A review by dragonbitebooks
I Was an Alien Fashion Model by Ivy Hamid

inspiring lighthearted medium-paced
  • Plot- or character-driven? Plot
  • Strong character development? Yes
  • Loveable characters? Yes
  • Flaws of characters a main focus? No

4.5

Review originally published on my website, DragonBiteBooks.com

This one surprised me. I took a chance on a free digital download and found a charming, imaginative, heartfelt book about body positivity and the mental strain put on individuals by a fashion industry pushing impossible beauty standards—made even more unachievable by photo and video editing—and standards that are detrimental to the health of their models and those who want to look like them.

Hiding from bullies, Kat Habib, overweight by the current standards of American fashion, is accidentally teleported onto an alien ship with the contents of a not-inclusive clothing store’s back room. There she inspires a fashion designer and a ship of aliens from different species who all compliment her beauty and her full, rounded figure.

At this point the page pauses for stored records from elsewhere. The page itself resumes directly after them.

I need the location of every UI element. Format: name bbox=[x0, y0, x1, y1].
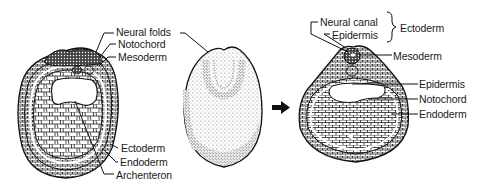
label-notochord: Notochord bbox=[118, 38, 166, 50]
label-endoderm-right: Endoderm bbox=[419, 108, 467, 120]
external-view-drawing bbox=[184, 47, 262, 167]
label-endoderm: Endoderm bbox=[120, 156, 168, 168]
label-epidermis-right: Epidermis bbox=[419, 78, 465, 90]
label-ectoderm: Ectoderm bbox=[121, 142, 165, 154]
label-epidermis-top: Epidermis bbox=[332, 29, 378, 41]
right-arrow-icon bbox=[272, 101, 290, 114]
label-neural-canal: Neural canal bbox=[320, 16, 378, 28]
neurulation-diagram: Neural folds Notochord Mesoderm Ectoderm… bbox=[0, 0, 493, 195]
early-cross-section-drawing bbox=[18, 48, 118, 178]
label-neural-folds: Neural folds bbox=[116, 26, 171, 38]
external-view-leader-line bbox=[180, 33, 208, 52]
later-cross-section-drawing bbox=[299, 46, 408, 162]
label-ectoderm-brace: Ectoderm bbox=[400, 22, 444, 34]
label-archenteron: Archenteron bbox=[116, 169, 172, 181]
label-notochord-right: Notochord bbox=[419, 93, 467, 105]
label-mesoderm-right: Mesoderm bbox=[393, 50, 442, 62]
label-mesoderm: Mesoderm bbox=[118, 51, 167, 63]
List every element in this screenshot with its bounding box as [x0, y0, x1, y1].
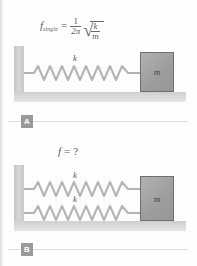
formula-a-fraction: 12π [70, 17, 81, 37]
panel-a-mass-label: m [141, 67, 173, 77]
panel-b-wall [14, 165, 24, 222]
radical-overbar [90, 21, 104, 22]
formula-a-lhs-subscript: single [43, 26, 58, 32]
panel-a-spring [24, 64, 144, 82]
panel-a-badge: A [21, 115, 33, 128]
panel-a-floor [14, 92, 186, 102]
panel-b: f=? k k m B [0, 133, 197, 266]
panel-a-spring-stiffness-label: k [73, 53, 77, 63]
panel-b-spring-1-stiffness-label: k [73, 170, 77, 180]
panel-b-badge-row: B [0, 243, 197, 259]
panel-a-wall [14, 46, 24, 93]
panel-a-mass-block: m [140, 52, 174, 92]
panel-a: fsingle=12π√km k m A [0, 0, 197, 133]
panel-b-floor [14, 221, 186, 231]
panel-b-spring-2 [24, 204, 144, 222]
panel-b-spring-2-stiffness-label: k [73, 194, 77, 204]
formula-a-fraction-denominator: 2π [70, 27, 81, 36]
radical-icon: √ [83, 20, 93, 39]
formula-a-equals: = [61, 19, 67, 31]
panel-b-spring-1 [24, 180, 144, 198]
formula-b-lhs-symbol: f [58, 145, 61, 157]
panel-a-badge-row: A [0, 115, 197, 131]
panel-b-badge: B [21, 243, 33, 256]
panel-a-divider-rule [8, 121, 188, 122]
panel-b-mass-label: m [141, 194, 173, 204]
panel-a-formula: fsingle=12π√km [40, 17, 100, 42]
page-left-edge-shadow [0, 0, 4, 266]
figure-page: fsingle=12π√km k m A f=? k [0, 0, 197, 266]
formula-b-equals: = [64, 145, 70, 157]
formula-b-unknown: ? [73, 145, 78, 157]
panel-b-mass-block: m [140, 176, 174, 221]
panel-b-formula: f=? [58, 145, 78, 157]
formula-a-radical: √km [83, 22, 100, 42]
panel-b-divider-rule [8, 249, 188, 250]
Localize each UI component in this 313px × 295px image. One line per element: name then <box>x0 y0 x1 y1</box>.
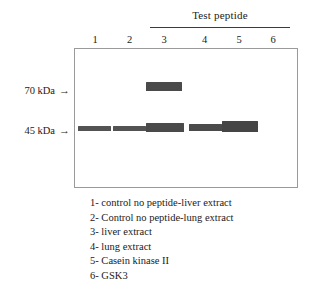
test-peptide-group-label: Test peptide <box>150 9 290 22</box>
marker-label-70kda: 70 kDa→ <box>0 84 70 97</box>
lane-number-3: 3 <box>155 33 173 46</box>
arrow-right-icon-70kda: → <box>59 84 70 96</box>
lane-number-5: 5 <box>230 33 248 46</box>
legend-item-6: 6- GSK3 <box>90 269 305 284</box>
legend-item-1: 1- control no peptide-liver extract <box>90 196 305 211</box>
band-lane4-45kda <box>189 124 222 131</box>
lane-number-row: 123456 <box>74 33 298 47</box>
legend-item-2: 2- Control no peptide-lung extract <box>90 211 305 226</box>
band-lane1-45kda <box>78 126 111 132</box>
legend-item-4: 4- lung extract <box>90 240 305 255</box>
legend-list: 1- control no peptide-liver extract2- Co… <box>90 196 305 284</box>
marker-45kda-text: 45 kDa <box>24 125 55 136</box>
lane-number-1: 1 <box>86 33 104 46</box>
band-lane5-45kda <box>222 121 258 132</box>
legend-item-3: 3- liver extract <box>90 225 305 240</box>
arrow-right-icon-45kda: → <box>59 124 70 136</box>
band-lane3-45kda <box>146 123 184 132</box>
band-lane2-45kda <box>113 126 146 131</box>
band-lane3-70kda <box>146 82 182 91</box>
lane-number-6: 6 <box>264 33 282 46</box>
lane-number-4: 4 <box>196 33 214 46</box>
test-peptide-group-underline <box>150 27 290 28</box>
gel-box <box>74 48 298 188</box>
legend-item-5: 5- Casein kinase II <box>90 254 305 269</box>
marker-label-45kda: 45 kDa→ <box>0 124 70 137</box>
lane-number-2: 2 <box>121 33 139 46</box>
western-blot-figure: Test peptide 123456 70 kDa→ 45 kDa→ 1- c… <box>0 0 313 295</box>
marker-70kda-text: 70 kDa <box>24 85 55 96</box>
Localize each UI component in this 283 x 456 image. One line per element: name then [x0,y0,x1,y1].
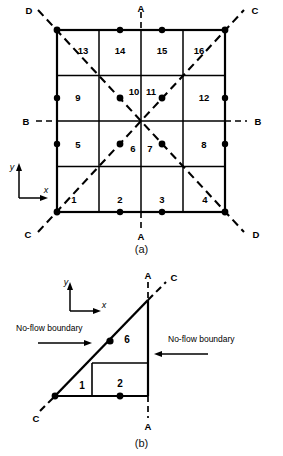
cell-number-b-6: 6 [124,334,130,345]
x-axis-arrow-icon-b [93,308,101,314]
cell-number-b-1: 1 [79,380,85,391]
annotation-right-no-flow-label: No-flow boundary [168,334,235,344]
axis-label-y-b: y [63,277,69,287]
arrow-right-icon-left-annot [84,340,92,346]
annotation-left-no-flow-label: No-flow boundary [16,323,83,333]
section-label-b-c-bottomleft: C [33,413,40,424]
section-label-b-c-topright: C [171,272,178,283]
triangle-domain [55,300,148,396]
node-bottom-left [52,393,59,400]
hypotenuse-boundary [55,300,148,396]
section-label-b-a-top: A [145,270,152,281]
arrow-left-icon-right-annot [154,351,162,357]
cell-number-b-2: 2 [117,378,123,389]
axis-indicator-b: y x [63,277,107,314]
section-label-b-a-bottom: A [145,421,152,432]
annotation-right-no-flow: No-flow boundary [154,334,235,357]
node-bottom-mid [117,393,124,400]
part-b-svg: 1 2 6 A A C C y x No-flow boundary No-fl… [0,0,283,456]
axis-label-x-b: x [101,300,107,310]
caption-part-b: (b) [0,437,283,449]
section-letter-group-b: A A C C [33,270,178,432]
annotation-left-no-flow: No-flow boundary [16,323,92,346]
figure-part-b: 1 2 6 A A C C y x No-flow boundary No-fl… [0,0,283,456]
node-hypotenuse-mid [106,337,113,344]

With days until an important show that could make or break the fashion house, Madam Xanis scraps her original line to create a new line inspired by Kat’s beauty and the pleated blue tunic and capris that she is wearing when she is teleported aboard the ship.

Eager for a reason to skip a mandatory school event and its terrible, unflattering uniform, Kat agrees to stay with the ship as the muse for the new collection. She becomes friends with the aliens aboard and invested in the survival of the fashion brand and her new friends’ careers and lives. But the more she is exposed to the demands of the fashion industry of the galaxy, the more she finds it exploitative and exclusionary, favoring impossible, over-the-top designs meant to flatter a single species, to which the entirety of the galaxy aspires, despite their varied anatomies. As the industry bigshots turn against Madam Xanis and her team, the line and their part in the competition become about more than winning, more even than presenting a trendsetting style or the survival of the company—it becomes about normalizing and idealizing diversity and clothes meant to fit each individual instead of a single aesthetic based on the anatomy of a single species.

Made an influencer overnight on the galaxy’s version of Instagram, Kat challenges the norms by posting her unedited photos and photos that include those whom the fashion industry has deemed ugly—a clear and inimitable example of rebellion that young readers can follow.

The galaxy around the story is well-developed, interesting, and unique. The fashion competition honors a deceased designer, who has been or almost been deified by her species (Madam Xanis’ and the species that sets fashions for the galaxy) and by the galaxy. There are creative technologies that allow for interspecies interaction and the visitation of different species to others’ homeworlds. There are companies and corporations with their own hierarchies and motives. There is a system of laws that seems to reflect the Star Trek’s Prime Directive. Earth is a “banned planet,” a “Pre-Spacefaring Civilization,” deemed not ready for interaction with other species, a ban enforced by the Galactic Traffic Alliance. There is a class system that reminds me a touch of Firefly’s with the Outer Rim planets being mainly low and working class and rarely interacted with by the other planets despite ships’ making speedy travel accessible; Kat pretends to be from a mining ship in the Outer Rim, her new friends trusting in the galaxy’s lack of awareness about that region to hide her species—and—SPOILERS AHEAD—this works! Kat is never called out as being from a banned planet. 

The characters aboard Madam Xanis’ ship are likable and three-dimensional—Kat especially—but during the fashion competition itself, I found it very difficult to keep track of the other players and their fashion lines. Two besides Xanis felt like characters with personalities; the other four I found fairly interchangeable. I had to do some searches in my e-book and bookmark their walks on the runway to follow the evaluations of the judges later and pair those evaluations to the outfits and to the designers—because I did choose a favorite on the runway, and I wanted to know how that designer—not just how Xanis—faired in the competition.

The story’s ending is not a fairy tale with lessons learned and taken to heart by all but rather a new path forward for the fashion house, a restructuring of their company around diversity and a new alliance and mission. Though the story wraps up well, Hamid has left herself open to exciting sequels and a return of the diverse and forward-thinking cast. 

While diversity, equity, and inclusion policies are being threatened and eliminated by those companies and organizations that marginalized communities had come to view as allies, this is a fun story to challenge those against such programs.